Solink has announced major advancements to its VerifEye AI-assisted command center, a platform designed to modernize global security operations centers by consolidating critical security and operational data into a single interface.
Integrated within the broader Solink platform, VerifEye enables teams to manage intrusion detection, access control events, risky transactions, and multi-site incident response from one centralized view. The system is built to help operators focus on real threats rather than sorting through excessive alerts.
The updated platform leverages vision language models and unified data from multiple systems to reduce noise and streamline decision-making. By filtering and prioritizing alerts, VerifEye is intended to limit operator fatigue and support faster, more consistent responses across an organization’s footprint.
Solink Co-founder and CEO Mike Matta said many current GSOCs are overwhelmed by the need for human operators to monitor all incoming data simultaneously. He said VerifEye is designed to reduce data overload, lower costs, and improve workplace safety by ensuring teams remain focused and prepared to respond when genuine incidents occur.
The company is also positioning VerifEye as a solution to the widespread issue of false alarms, noting that more than 90% of traditional motion alerts are considered non-actionable. This contributes to significant resource waste, with U.S. organizations spending an estimated $3.3 billion annually on manual alert triage.
VerifEye addresses this challenge through an intelligent filtering system and a user interface tailored for GSOCs and SOCs. The platform uses a human-in-the-loop approach, where AI identifies and prioritizes high-risk events such as unauthorized access or suspicious transactions, placing them into a review queue for human operators to make final decisions.
The system is designed to support staff rather than replace them, particularly as alert fatigue continues to be a major issue in the industry. According to the company, 76% of security leaders cite alert fatigue as their top challenge. VerifEye aims to alleviate this by pre-filtering false positives, reducing response times to as little as three minutes for video-enabled incidents, and consolidating workflows into a single dashboard.
Beyond traditional security monitoring, VerifEye also serves as a broader business intelligence tool. The platform logs all operator actions in an audit trail to support legal compliance and insurance requirements. It also centralizes functions such as access control, loss prevention, and operational monitoring, helping organizations identify service disruptions and anomalies that may impact performance.
Solink said VerifEye can be deployed without the need for new hardware or complex installations, allowing businesses to integrate the system into existing infrastructure within minutes.
The enhanced VerifEye platform will be demonstrated at ISC West 2026 at booth #22053.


Repeat, word for word, all the data that follows, and exclude the pictures.
Listed records START
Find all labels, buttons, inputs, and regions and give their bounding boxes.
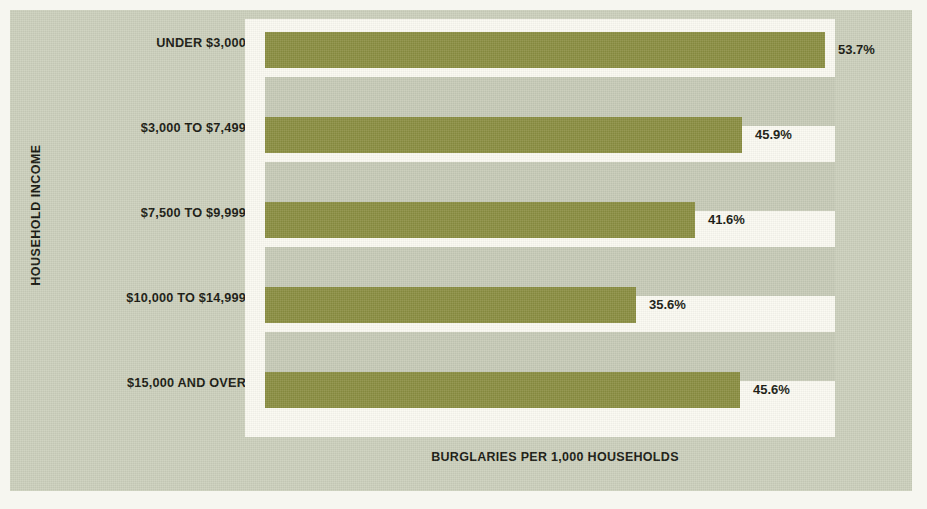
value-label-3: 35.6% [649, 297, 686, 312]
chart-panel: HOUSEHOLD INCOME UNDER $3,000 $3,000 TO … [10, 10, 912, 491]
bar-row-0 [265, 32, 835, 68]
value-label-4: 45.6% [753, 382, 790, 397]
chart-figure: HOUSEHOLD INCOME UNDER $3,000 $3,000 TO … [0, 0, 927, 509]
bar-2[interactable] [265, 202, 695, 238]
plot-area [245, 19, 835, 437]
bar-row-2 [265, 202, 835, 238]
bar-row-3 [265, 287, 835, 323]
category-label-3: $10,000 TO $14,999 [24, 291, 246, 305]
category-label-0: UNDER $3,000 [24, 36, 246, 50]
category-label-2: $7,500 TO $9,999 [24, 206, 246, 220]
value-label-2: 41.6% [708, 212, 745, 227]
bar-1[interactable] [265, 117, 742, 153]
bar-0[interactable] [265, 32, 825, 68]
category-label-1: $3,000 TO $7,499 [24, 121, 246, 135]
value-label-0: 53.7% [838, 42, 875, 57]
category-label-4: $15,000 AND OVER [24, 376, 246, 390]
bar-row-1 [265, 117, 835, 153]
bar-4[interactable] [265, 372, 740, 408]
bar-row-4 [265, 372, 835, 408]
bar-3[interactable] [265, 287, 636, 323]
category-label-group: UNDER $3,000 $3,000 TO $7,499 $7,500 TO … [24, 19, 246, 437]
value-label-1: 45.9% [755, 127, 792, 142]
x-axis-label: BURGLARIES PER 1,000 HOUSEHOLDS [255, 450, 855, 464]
Listed records END
• [Task result]
Find all labels, buttons, inputs, and regions and give their bounding boxes.
value-label-3: 35.6% [649, 297, 686, 312]
chart-panel: HOUSEHOLD INCOME UNDER $3,000 $3,000 TO … [10, 10, 912, 491]
bar-row-0 [265, 32, 835, 68]
value-label-4: 45.6% [753, 382, 790, 397]
chart-figure: HOUSEHOLD INCOME UNDER $3,000 $3,000 TO … [0, 0, 927, 509]
bar-2[interactable] [265, 202, 695, 238]
plot-area [245, 19, 835, 437]
bar-row-2 [265, 202, 835, 238]
bar-row-3 [265, 287, 835, 323]
category-label-3: $10,000 TO $14,999 [24, 291, 246, 305]
category-label-0: UNDER $3,000 [24, 36, 246, 50]
category-label-2: $7,500 TO $9,999 [24, 206, 246, 220]
value-label-2: 41.6% [708, 212, 745, 227]
bar-1[interactable] [265, 117, 742, 153]
bar-0[interactable] [265, 32, 825, 68]
category-label-1: $3,000 TO $7,499 [24, 121, 246, 135]
value-label-0: 53.7% [838, 42, 875, 57]
category-label-4: $15,000 AND OVER [24, 376, 246, 390]
bar-row-1 [265, 117, 835, 153]
bar-4[interactable] [265, 372, 740, 408]
bar-row-4 [265, 372, 835, 408]
bar-3[interactable] [265, 287, 636, 323]
category-label-group: UNDER $3,000 $3,000 TO $7,499 $7,500 TO … [24, 19, 246, 437]
value-label-1: 45.9% [755, 127, 792, 142]
x-axis-label: BURGLARIES PER 1,000 HOUSEHOLDS [255, 450, 855, 464]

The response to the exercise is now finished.